Mason accepts job at Morgan, where she has many ties
Published 4:46 pm Saturday, June 4, 2016
After one year as the head girls’ basketball coach at Southside High School, Kayla Mason is moving on, but she won’t be going far.
Mason accepted a position as the head volleyball coach and girls’ basketball coach at Morgan Academy in early April, bringing her to a school she is very familiar with.
Many of Mason’s family members have attended Morgan, and she already knows several of the girls she will be coaching this upcoming season.
“The good thing about Kayla is she grew up in the [Alabama Independent School Association], so she knows about the league and how to coach. We’re excited about that,” said Morgan Academy’s Karim Oaks, who was serving as the school’s interim headmaster when Mason was hired.
Last year, Caroline Averitt coached the volleyball and girls’ basketball team, but left the school in the middle of the basketball season. Lee Tate, who currently coaches the boys’ basketball team, coached the boys and girls team after Averitt left.
Prior to being the head coach for a year at Southside, Mason was an assistant basketball coach for one year at Elmore County and four years at Lowndes Academy.
She played basketball and volleyball throughout high school and played intramural volleyball in college at Auburn University at Montgomery, where she received a degree in exercise science. Currently, Mason is pursuing her master’s degree in science education, taking classes at AUM and online at Troy University.
While the classes she’s taken in college have provided Mason with knowledge on how to be a teacher, it’s her past experiences as an athlete and a coach that make her confident she can handle her first role of being the head coach of two different teams.
Mason said she has especially learned a lot over the past year at Southside.
“I feel like Southside has made me grow as a teacher and a coach in more ways than I can ever even imagine,” Mason said.
Mason is looking forward to having a full summer to prepare for her the season.
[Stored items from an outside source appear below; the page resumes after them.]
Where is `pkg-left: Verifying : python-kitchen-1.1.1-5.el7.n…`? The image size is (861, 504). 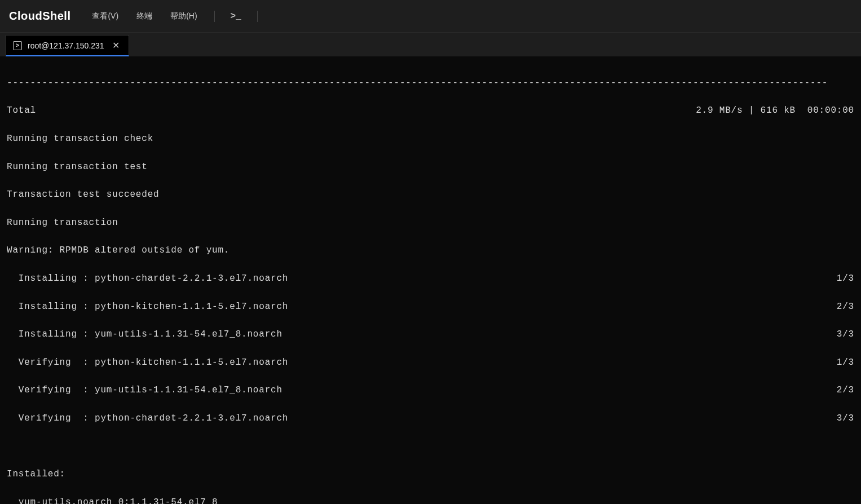 pkg-left: Verifying : python-kitchen-1.1.1-5.el7.n… is located at coordinates (148, 363).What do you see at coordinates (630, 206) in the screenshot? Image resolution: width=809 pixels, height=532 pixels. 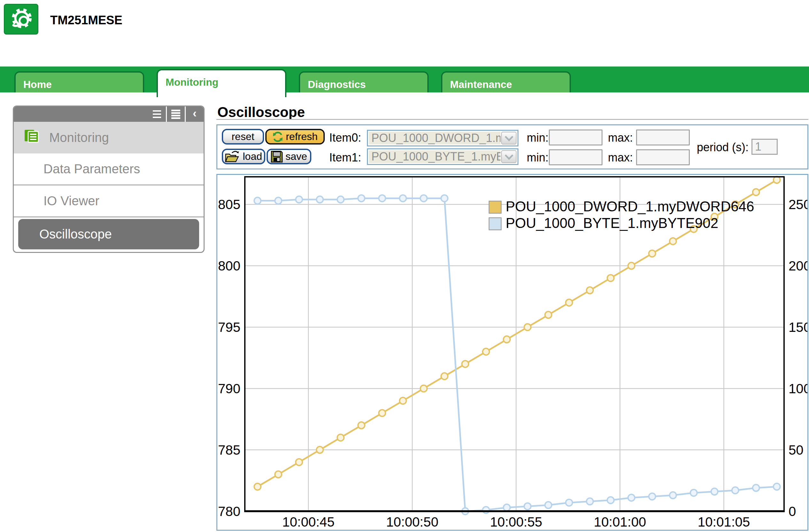 I see `legend-label: POU_1000_DWORD_1.myDWORD646` at bounding box center [630, 206].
In years past, she has been hired closer to the beginning of the school year, and this will allow her to be ready to coach two different sports and further familiarize herself with her teams.
Mason has a history at Morgan although she didn’t attend the school. Her mother attended the school, her grandmother worked in the school cafeteria and her cousins currently attend Morgan. Mason baby-sat most of the players she will be coaching on the volleyball team when they were younger, so she knows them well.
”I’m very excited because of the talent, the work ethic and the drive to want to win that I see from the girls,” Mason said.
Although Mason said it might be weird at first for some of the girls she’s baby-sat to call her Coach Mason, it’s a change she believes the team will welcome with open arms.
“I’ve baby-sat them when they were little and I’ve watched them grow up and now I get to be a different part of their life,” Mason said.